These days, computers often take the stage. In fact, some electronic musicians perform entire shows from their laptops. But in 1983, when Herbie Hancock appeared in an episode of Sesame Street and showed off an early digital audio sampler called the Fairlight CMI, this mix of computers and music was still a new thing. A wonderfully new thing.
You can see Hancock’s Sesame Street moment in the video above. He begins by recording one girl’s voice and playing it back in a variety of pitches (and yes, that’s Tatyana Ali, who went on to co-star alongside Will Smith on The Fresh Prince of Bel-Air). Then he showed them how the computer could visualize audio wave forms, alter the sound of someone’s voice through audio effects, and even play multiple different sounds at once.
Today, you can download free apps for your smartphone that can transform sound in more sophisticated ways than the CMI could. The original model, introduced in 1979, didn’t even support CD-quality audio. But at the time, it was revolutionary. It helped pave the way to bring computers into every aspect of life, not just business, and set the stage for almost all electronic musical instruments that followed. “Sampling, graphic sequencers, multitimbrality, software-based synthesis and the concept of the ‘workstation’ can all be traced back to this instrument,” wrote musician Norm Leete for Sound on Sound magazine in 1999.
The main problem was that the CMI cost in the neighborhood of $20,000, which would be about $48,000 today. Yet many musicians were happy to shell out for one, including Kate Bush, Coil, Duran Duran, Peter Gabriel, Ministry, Stevie Wonder, and Yes. That’s largely because the CMI’s software interface, which was its most compelling feature. It included both a music keyboard and QWERTY keyboard, and it had a light pen interface that prefigured today’s touchscreen interfaces. You draw notes directly on the screen, as Hancock shows fellow musician Quincy Jones in this excerpt from the documentary I Love Quincy:
Ultimately, the CMI’s user friendliness wasn’t enough to save Fairlight Instruments from bankruptcy. But the CMI still crops up in contemporary music. A member of the Nine Inch Nails side project How to Destroy Angels can be seen playing one in the the 2012 video for the song “Ice Age.” The machines still fetch a pretty penny, but Fairlight co-founder Peter Vogel’s new company sells a virtual version for iPhones and iPads, and UVI offers a CMI inspired plugin for modern audio software applications.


Show all lines of the entries in which the word "screenshot" is found.

>>>

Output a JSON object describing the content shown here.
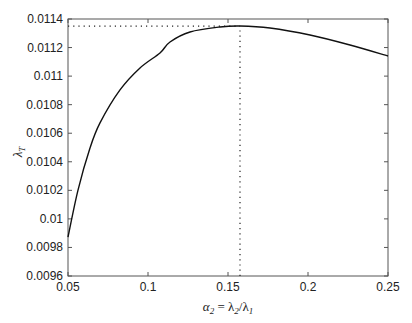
{
  "chart_data": {
    "type": "line",
    "title": "",
    "xlabel": "α2 = λ2/λ1",
    "ylabel": "λT",
    "xlim": [
      0.05,
      0.25
    ],
    "ylim": [
      0.0096,
      0.0114
    ],
    "grid": false,
    "legend": null,
    "x_ticks": [
      "0.05",
      "0.1",
      "0.15",
      "0.2",
      "0.25"
    ],
    "y_ticks": [
      "0.0096",
      "0.0098",
      "0.01",
      "0.0102",
      "0.0104",
      "0.0106",
      "0.0108",
      "0.011",
      "0.0112",
      "0.0114"
    ],
    "series": [
      {
        "name": "λT",
        "style": "solid",
        "color": "#111111",
        "x": [
          0.05,
          0.05625,
          0.06375,
          0.07,
          0.0825,
          0.095,
          0.1075,
          0.11375,
          0.12625,
          0.145,
          0.1575,
          0.17625,
          0.20125,
          0.22625,
          0.25
        ],
        "y": [
          0.009873,
          0.010202,
          0.010496,
          0.010672,
          0.010903,
          0.011057,
          0.011162,
          0.011239,
          0.011309,
          0.011344,
          0.011351,
          0.011337,
          0.011288,
          0.011218,
          0.011141
        ]
      }
    ],
    "annotations": [
      {
        "type": "hline-dotted",
        "y": 0.01135,
        "x_from": 0.05,
        "x_to": 0.1575,
        "label": "maximum λT"
      },
      {
        "type": "vline-dotted",
        "x": 0.1575,
        "y_from": 0.0096,
        "y_to": 0.01135,
        "label": "argmax α2"
      }
    ]
  },
  "labels": {
    "xlabel_main": "α",
    "xlabel_sub": "2",
    "xlabel_eq": " = λ",
    "xlabel_sub2": "2",
    "xlabel_slash": "/λ",
    "xlabel_sub3": "1",
    "ylabel_main": "λ",
    "ylabel_sub": "T"
  }
}
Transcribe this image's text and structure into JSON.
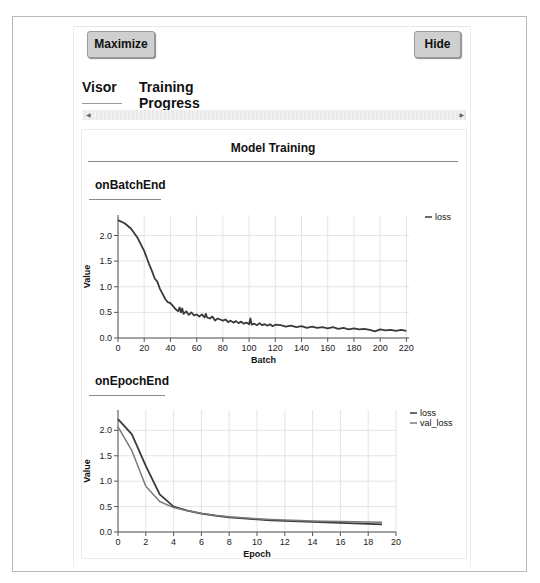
{
  "toolbar": {
    "maximize_label": "Maximize",
    "hide_label": "Hide"
  },
  "tabs": [
    {
      "label": "Visor"
    },
    {
      "label": "Training Progress"
    }
  ],
  "scrollbar": {
    "left_arrow": "◀",
    "right_arrow": "▶"
  },
  "panel": {
    "title": "Model Training",
    "sections": [
      {
        "title": "onBatchEnd"
      },
      {
        "title": "onEpochEnd"
      }
    ]
  },
  "colors": {
    "loss": "#3a3a3a",
    "val_loss": "#7a7a7a",
    "grid": "#e4e4e4",
    "axis": "#555555"
  },
  "chart_data": [
    {
      "type": "line",
      "title": "onBatchEnd",
      "xlabel": "Batch",
      "ylabel": "Value",
      "xlim": [
        0,
        222
      ],
      "ylim": [
        0,
        2.4
      ],
      "xticks": [
        0,
        20,
        40,
        60,
        80,
        100,
        120,
        140,
        160,
        180,
        200,
        220
      ],
      "yticks": [
        0.0,
        0.5,
        1.0,
        1.5,
        2.0
      ],
      "grid": true,
      "legend_position": "right",
      "series": [
        {
          "name": "loss",
          "x": [
            0,
            5,
            10,
            15,
            18,
            20,
            22,
            24,
            26,
            28,
            30,
            32,
            34,
            36,
            38,
            40,
            42,
            44,
            46,
            47,
            48,
            49,
            50,
            52,
            54,
            56,
            58,
            60,
            62,
            64,
            66,
            67,
            68,
            70,
            72,
            74,
            76,
            78,
            80,
            82,
            84,
            86,
            88,
            90,
            92,
            94,
            96,
            98,
            100,
            101,
            102,
            104,
            106,
            108,
            110,
            112,
            114,
            116,
            118,
            120,
            124,
            128,
            132,
            136,
            140,
            144,
            148,
            152,
            156,
            160,
            164,
            168,
            172,
            176,
            180,
            184,
            188,
            192,
            196,
            200,
            204,
            208,
            212,
            216,
            220
          ],
          "y": [
            2.3,
            2.24,
            2.13,
            1.95,
            1.8,
            1.7,
            1.56,
            1.42,
            1.3,
            1.16,
            1.1,
            0.96,
            0.86,
            0.76,
            0.7,
            0.68,
            0.62,
            0.56,
            0.52,
            0.6,
            0.5,
            0.58,
            0.47,
            0.52,
            0.45,
            0.5,
            0.44,
            0.46,
            0.42,
            0.46,
            0.4,
            0.47,
            0.4,
            0.38,
            0.42,
            0.34,
            0.38,
            0.36,
            0.34,
            0.36,
            0.31,
            0.34,
            0.3,
            0.33,
            0.29,
            0.32,
            0.28,
            0.3,
            0.27,
            0.38,
            0.26,
            0.28,
            0.25,
            0.29,
            0.25,
            0.27,
            0.24,
            0.27,
            0.23,
            0.26,
            0.25,
            0.22,
            0.24,
            0.21,
            0.23,
            0.2,
            0.22,
            0.2,
            0.21,
            0.19,
            0.21,
            0.18,
            0.2,
            0.17,
            0.19,
            0.17,
            0.18,
            0.16,
            0.13,
            0.17,
            0.15,
            0.16,
            0.14,
            0.16,
            0.14
          ]
        }
      ]
    },
    {
      "type": "line",
      "title": "onEpochEnd",
      "xlabel": "Epoch",
      "ylabel": "Value",
      "xlim": [
        0,
        20
      ],
      "ylim": [
        0,
        2.4
      ],
      "xticks": [
        0,
        2,
        4,
        6,
        8,
        10,
        12,
        14,
        16,
        18,
        20
      ],
      "yticks": [
        0.0,
        0.5,
        1.0,
        1.5,
        2.0
      ],
      "grid": true,
      "legend_position": "right",
      "series": [
        {
          "name": "loss",
          "x": [
            0,
            1,
            2,
            3,
            4,
            5,
            6,
            7,
            8,
            9,
            10,
            11,
            12,
            13,
            14,
            15,
            16,
            17,
            18,
            19
          ],
          "y": [
            2.22,
            1.92,
            1.3,
            0.74,
            0.5,
            0.42,
            0.36,
            0.32,
            0.29,
            0.27,
            0.25,
            0.23,
            0.22,
            0.21,
            0.2,
            0.19,
            0.18,
            0.17,
            0.16,
            0.15
          ]
        },
        {
          "name": "val_loss",
          "x": [
            0,
            1,
            2,
            3,
            4,
            5,
            6,
            7,
            8,
            9,
            10,
            11,
            12,
            13,
            14,
            15,
            16,
            17,
            18,
            19
          ],
          "y": [
            2.07,
            1.6,
            0.9,
            0.6,
            0.48,
            0.42,
            0.37,
            0.33,
            0.3,
            0.28,
            0.26,
            0.245,
            0.235,
            0.225,
            0.215,
            0.21,
            0.205,
            0.2,
            0.195,
            0.19
          ]
        }
      ]
    }
  ]
}
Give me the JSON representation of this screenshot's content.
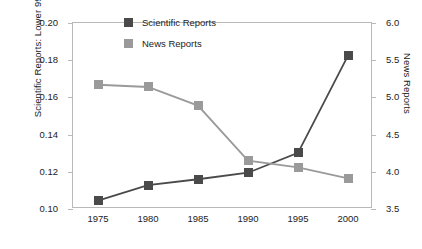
{
  "chart_data": {
    "type": "line",
    "title": "",
    "xlabel": "",
    "categories": [
      1975,
      1980,
      1985,
      1990,
      1995,
      2000
    ],
    "xticklabels": [
      "1975",
      "1980",
      "1985",
      "1990",
      "1995",
      "2000"
    ],
    "grid": false,
    "legend_position": "top-center",
    "axes": {
      "left": {
        "label": "Scientific Reports: Lower 99.9% C.I.",
        "ylim": [
          0.1,
          0.2
        ],
        "ticks": [
          0.1,
          0.12,
          0.14,
          0.16,
          0.18,
          0.2
        ],
        "ticklabels": [
          "0.10",
          "0.12",
          "0.14",
          "0.16",
          "0.18",
          "0.20"
        ]
      },
      "right": {
        "label": "News Reports",
        "ylim": [
          3.5,
          6.0
        ],
        "ticks": [
          3.5,
          4.0,
          4.5,
          5.0,
          5.5,
          6.0
        ],
        "ticklabels": [
          "3.5",
          "4.0",
          "4.5",
          "5.0",
          "5.5",
          "6.0"
        ]
      }
    },
    "series": [
      {
        "name": "Scientific Reports",
        "axis": "left",
        "color": "#4a4a4a",
        "marker": "square",
        "values": [
          0.1045,
          0.1128,
          0.116,
          0.1195,
          0.1302,
          0.1825
        ]
      },
      {
        "name": "News Reports",
        "axis": "right",
        "color": "#9a9a9a",
        "marker": "square",
        "values": [
          5.17,
          5.14,
          4.89,
          4.15,
          4.06,
          3.91
        ]
      }
    ]
  },
  "legend": {
    "items": [
      {
        "label": "Scientific Reports",
        "color": "#4a4a4a"
      },
      {
        "label": "News Reports",
        "color": "#9a9a9a"
      }
    ]
  }
}
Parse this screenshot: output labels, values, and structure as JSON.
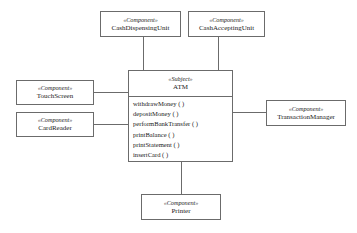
{
  "diagram": {
    "type": "uml-component-diagram",
    "line_color": "#6b6b6b",
    "background_color": "#ffffff",
    "text_color": "#1a1a1a"
  },
  "subject": {
    "stereotype": "«Subject»",
    "name": "ATM",
    "operations": [
      "withdrawMoney ( )",
      "depositMoney ( )",
      "performBankTransfer ( )",
      "printBalance ( )",
      "printStatement ( )",
      "insertCard ( )"
    ]
  },
  "components": {
    "cash_dispensing_unit": {
      "stereotype": "«Component»",
      "name": "CashDispensingUnit"
    },
    "cash_accepting_unit": {
      "stereotype": "«Component»",
      "name": "CashAcceptingUnit"
    },
    "touch_screen": {
      "stereotype": "«Component»",
      "name": "TouchScreen"
    },
    "card_reader": {
      "stereotype": "«Component»",
      "name": "CardReader"
    },
    "transaction_manager": {
      "stereotype": "«Component»",
      "name": "TransactionManager"
    },
    "printer": {
      "stereotype": "«Component»",
      "name": "Printer"
    }
  }
}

<<<

* [Exercise answer]
Give me the JSON representation of this screenshot's content.
Parse this screenshot: output labels, values, and structure as JSON.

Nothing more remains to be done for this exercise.